I see now I could've described the model better. In Stan I don't think you can literally write the observed data as the sum of the signal and the noise; I think the data always has to be incorporated into the model as something sampled from a probability distribution, so you'd actually translate the simplest additive model into Stan-speak as something like
which could give you a headache because a normal distribution puts nonzero probability density on negative sales values, so the sampler might occasionally try to give
sales[n]a negative value. When this happens, Stan notices that's inconsistent withsales[n]'s zero lower bound, and generates a warning message. (The quality of the sampling probably gets hurt too, I'd guess.)And I don't know a way to tell Stan, "ah, the normal error has to be non-negative", since the error isn't explicitly broken out into a separate term on which one can set bounds; the error's folded into the procedure of sampling from a normal distribution.

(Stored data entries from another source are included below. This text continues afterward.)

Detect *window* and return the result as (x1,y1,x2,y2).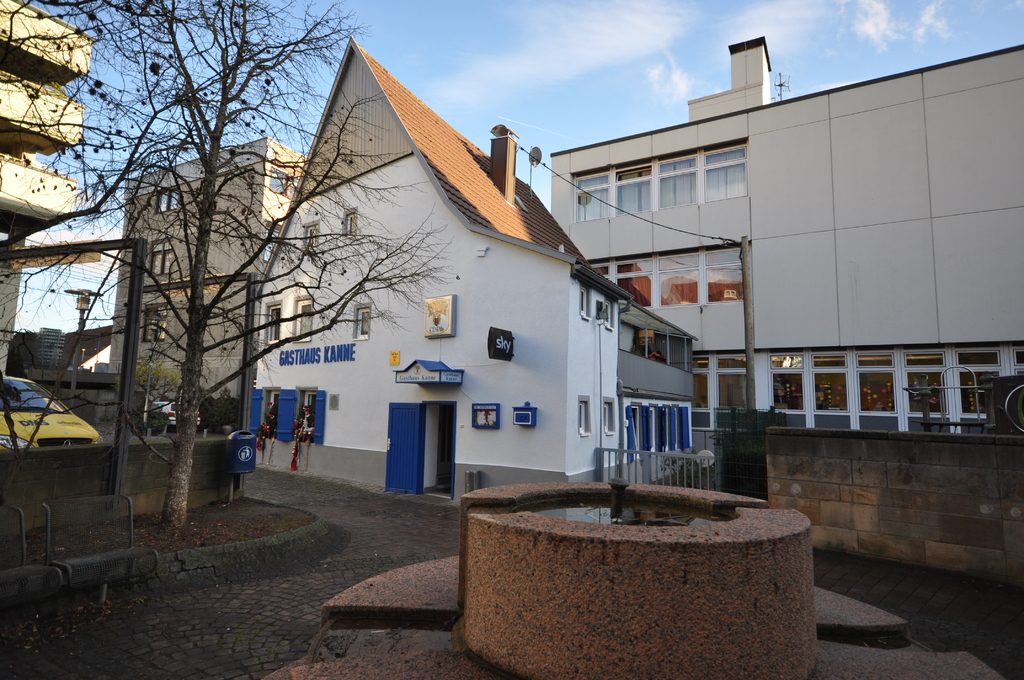
(266,303,283,344).
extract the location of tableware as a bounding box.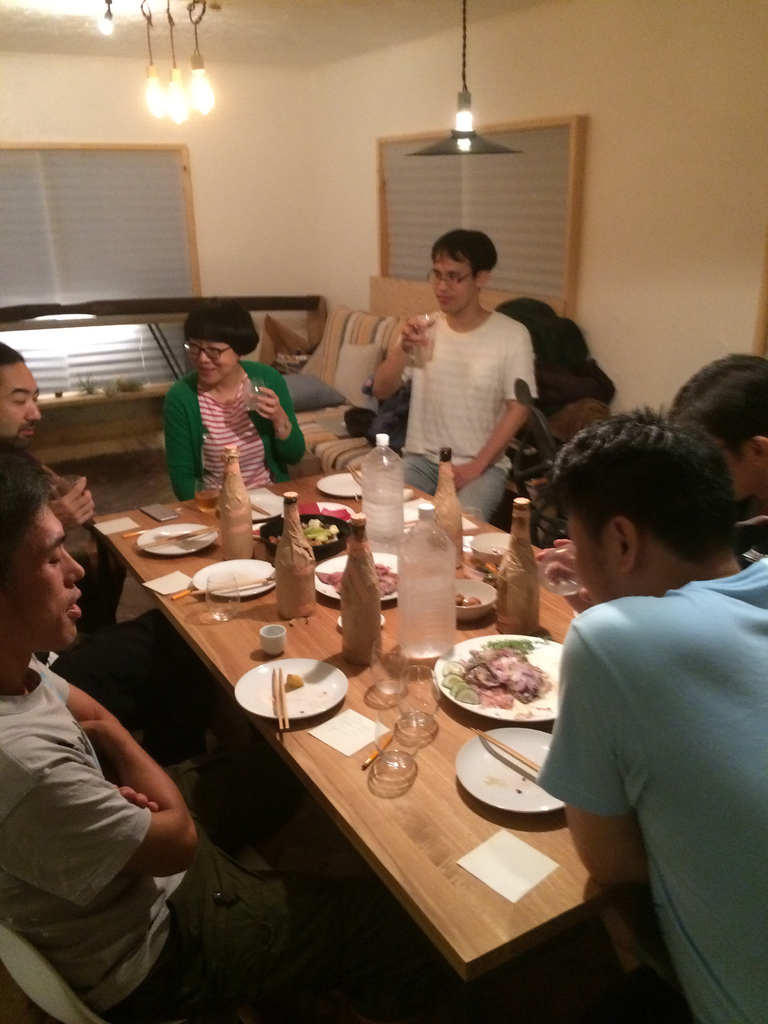
186, 557, 276, 598.
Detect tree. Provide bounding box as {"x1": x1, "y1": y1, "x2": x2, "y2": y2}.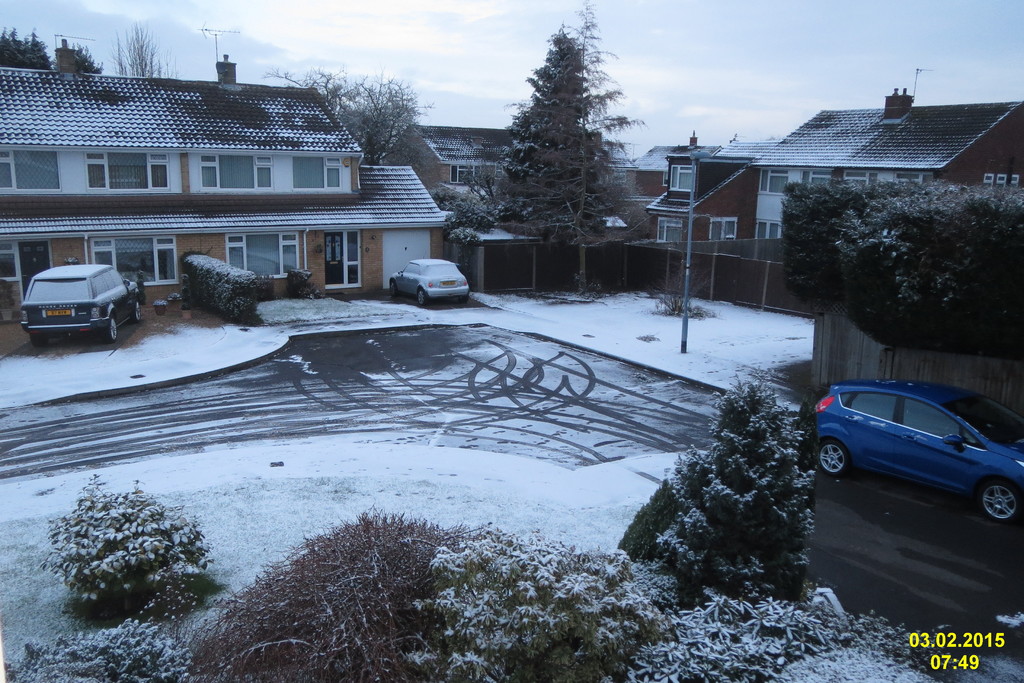
{"x1": 0, "y1": 26, "x2": 48, "y2": 71}.
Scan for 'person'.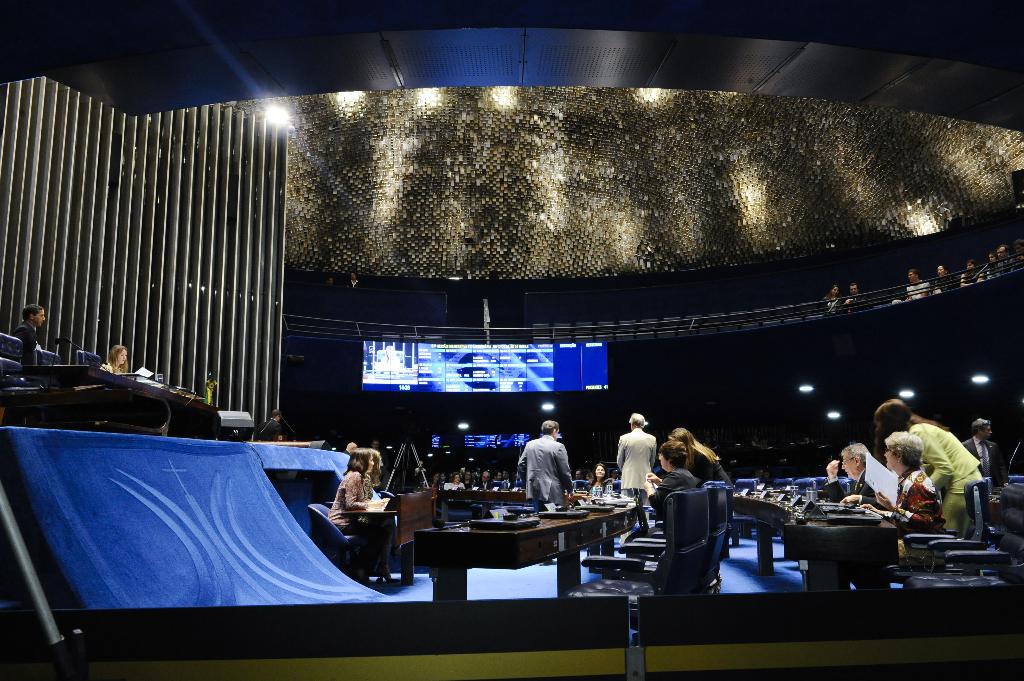
Scan result: x1=586 y1=464 x2=607 y2=494.
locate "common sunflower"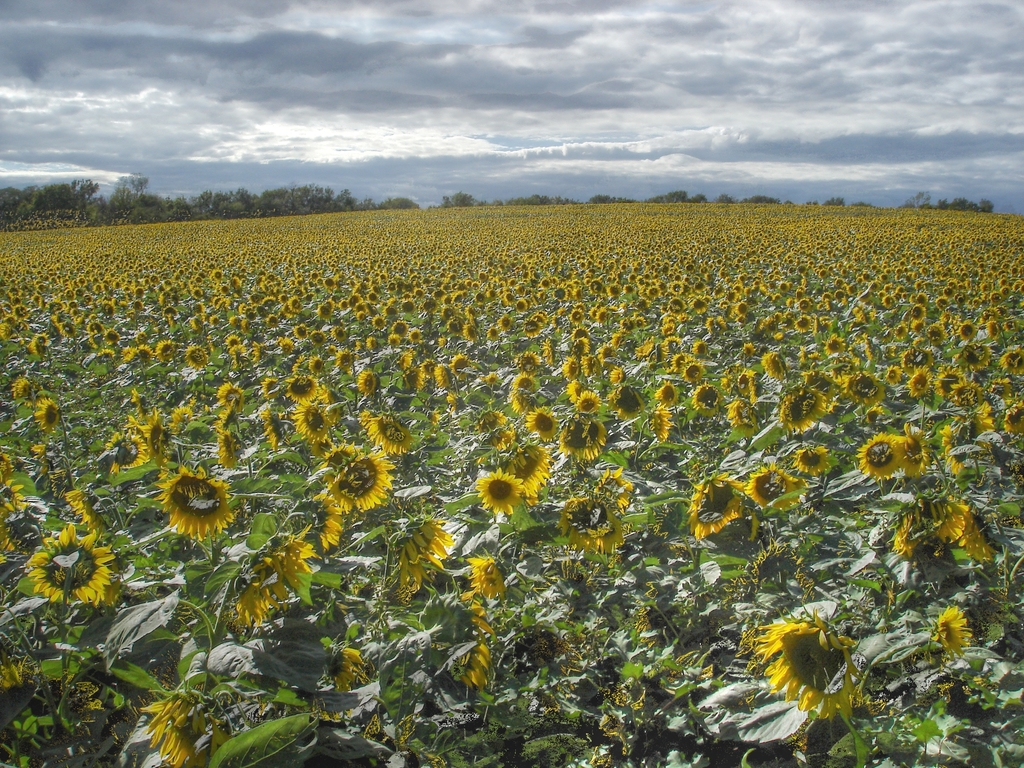
pyautogui.locateOnScreen(550, 499, 601, 557)
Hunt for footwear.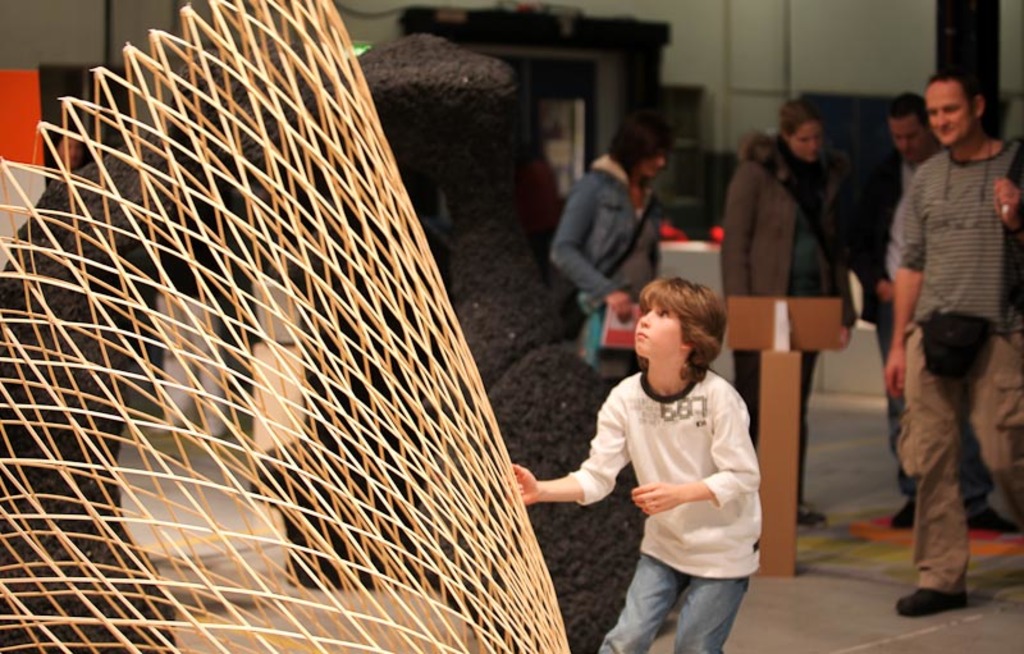
Hunted down at left=801, top=498, right=827, bottom=531.
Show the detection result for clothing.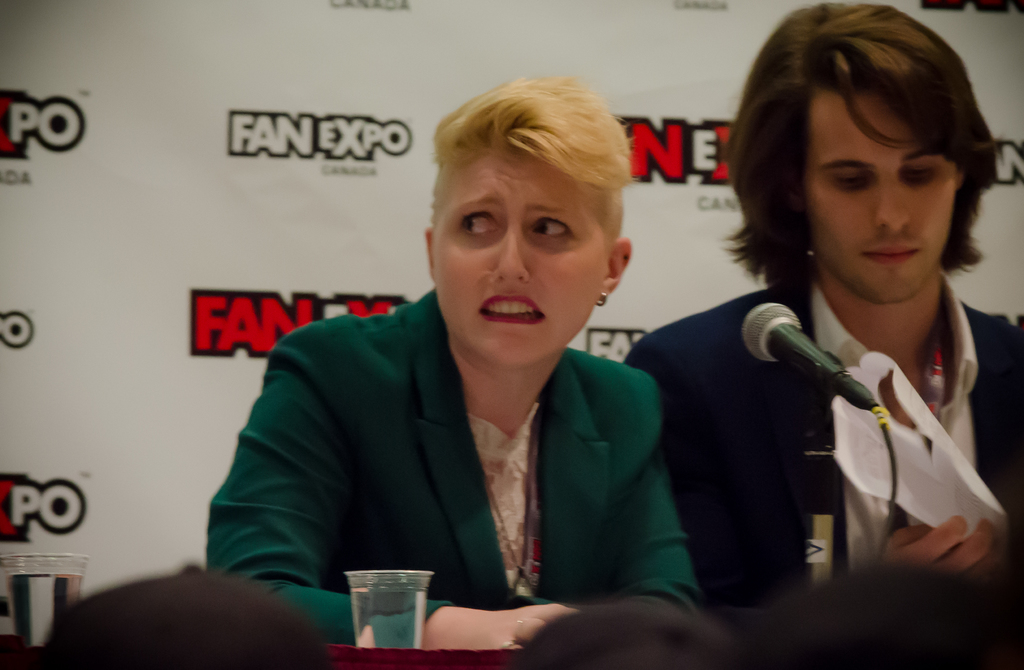
[205,286,708,658].
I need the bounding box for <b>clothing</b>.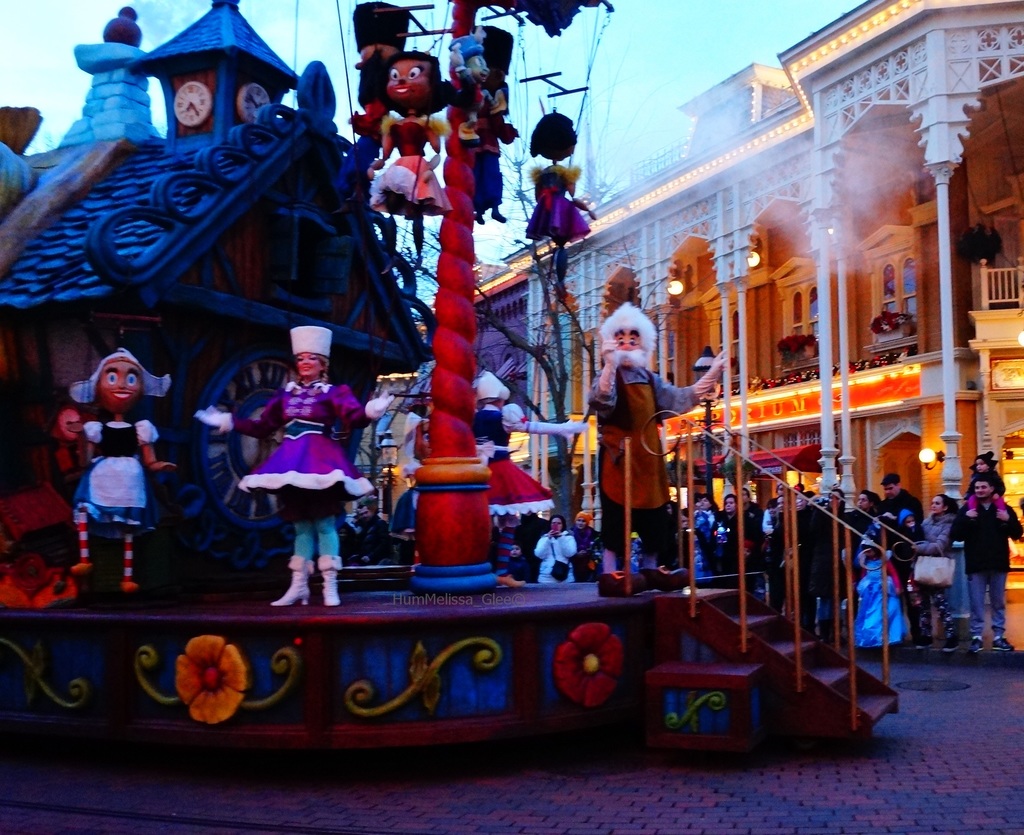
Here it is: 852 553 908 649.
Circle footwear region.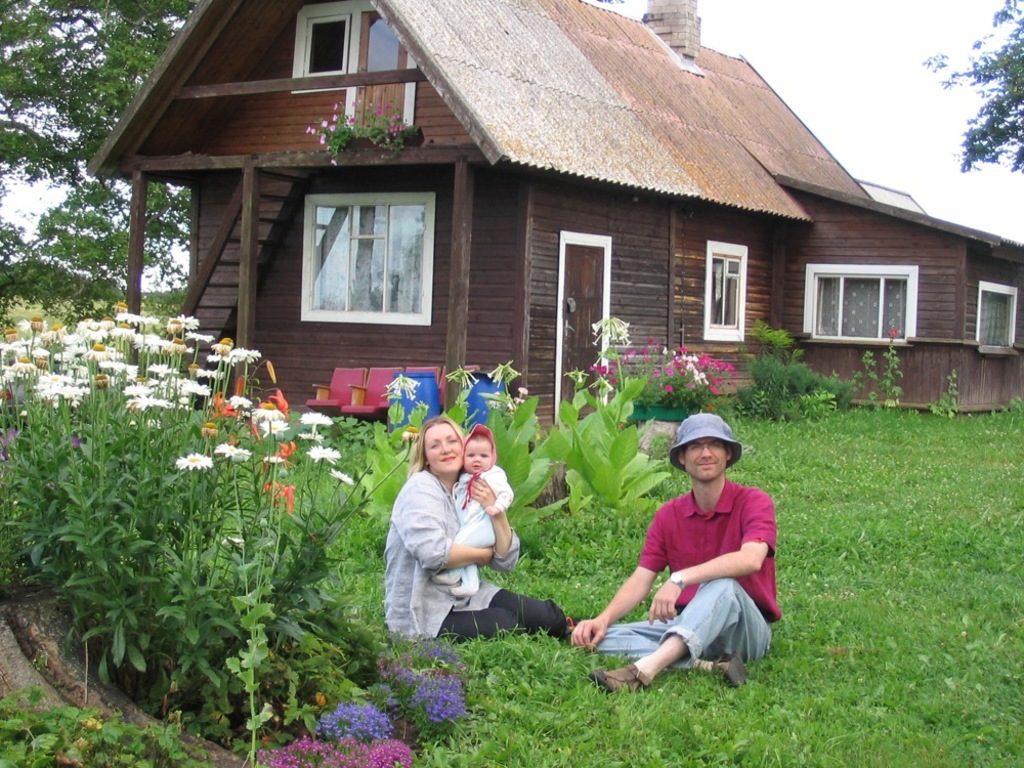
Region: (left=700, top=651, right=752, bottom=688).
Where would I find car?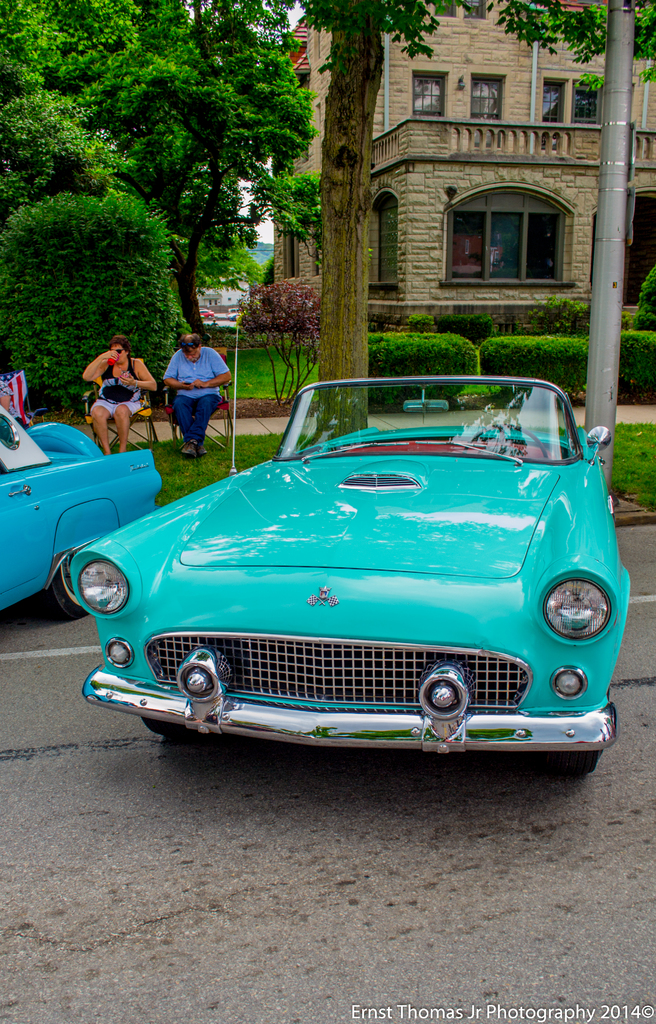
At <box>68,375,634,774</box>.
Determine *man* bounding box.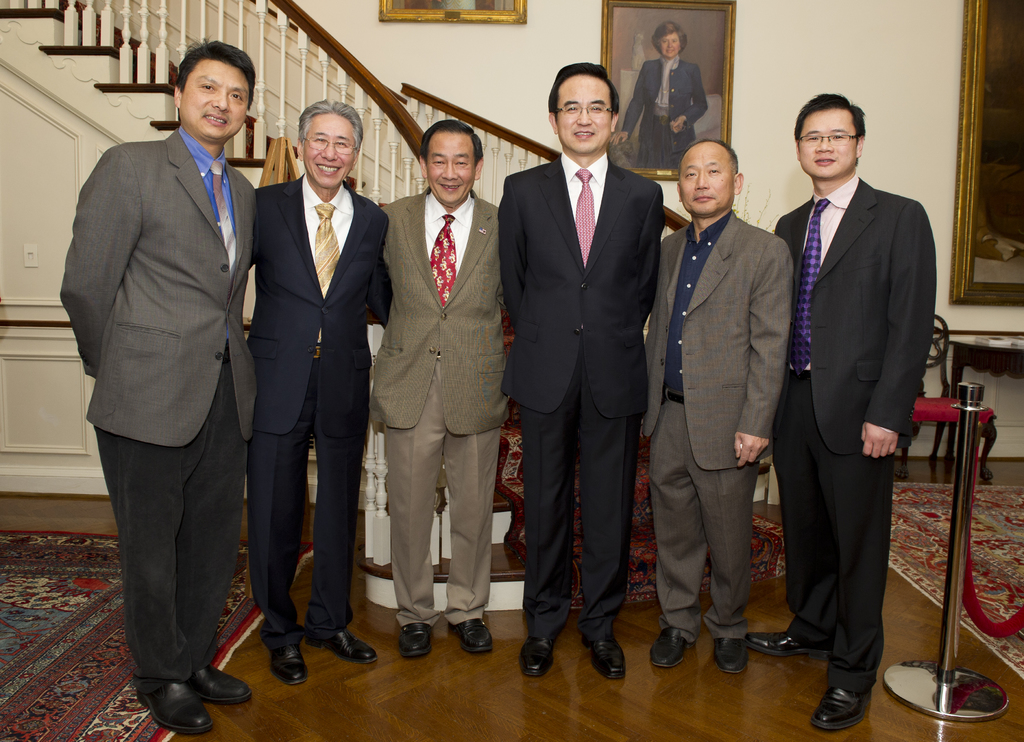
Determined: 638, 140, 797, 673.
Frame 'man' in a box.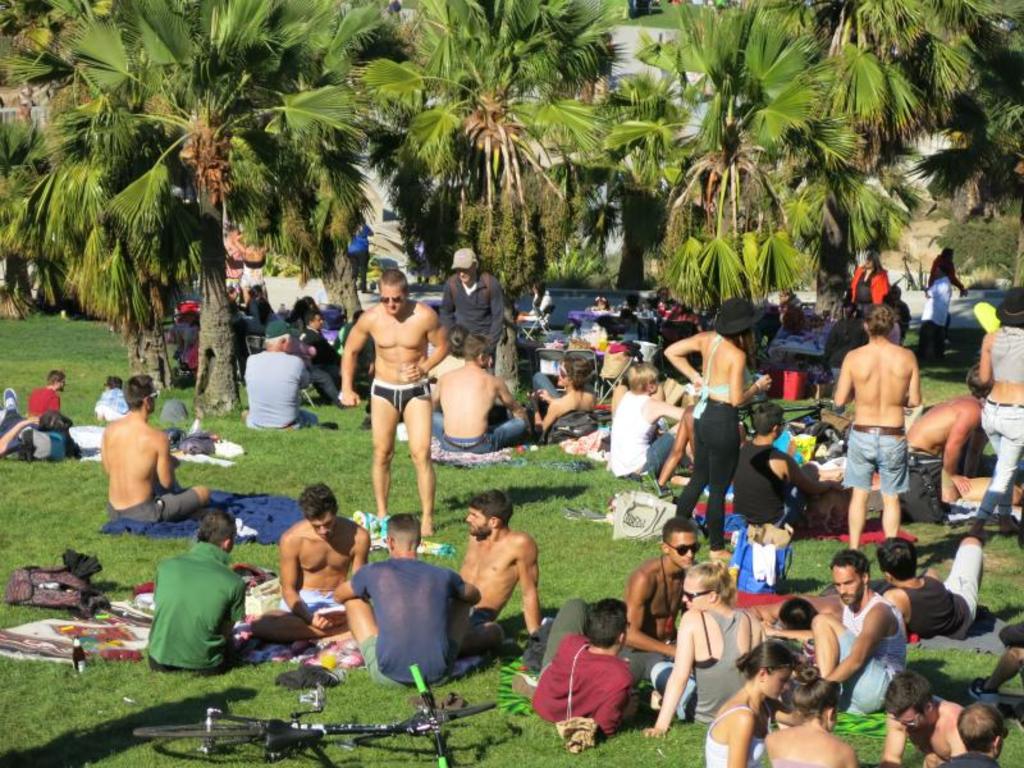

The way to avoid this that clicks most with me is to bake the non-negativity into the model's heart by sampling
sales[n]from a distribution with non-negative support:Of course, bearing in mind the last time I indulged my lognormal fetish, this is likely to have trouble too, for the different reason that a lognormal excludes the possibility of exactly zero sales, and you'd want to either zero-inflate the model or add a fixed nonzero offset to
salesbefore putting the data into Stan. But a lognormal does eliminate the problem of sampling negative values forsales[n], and aligns nicely with multiplicative city & widget effects.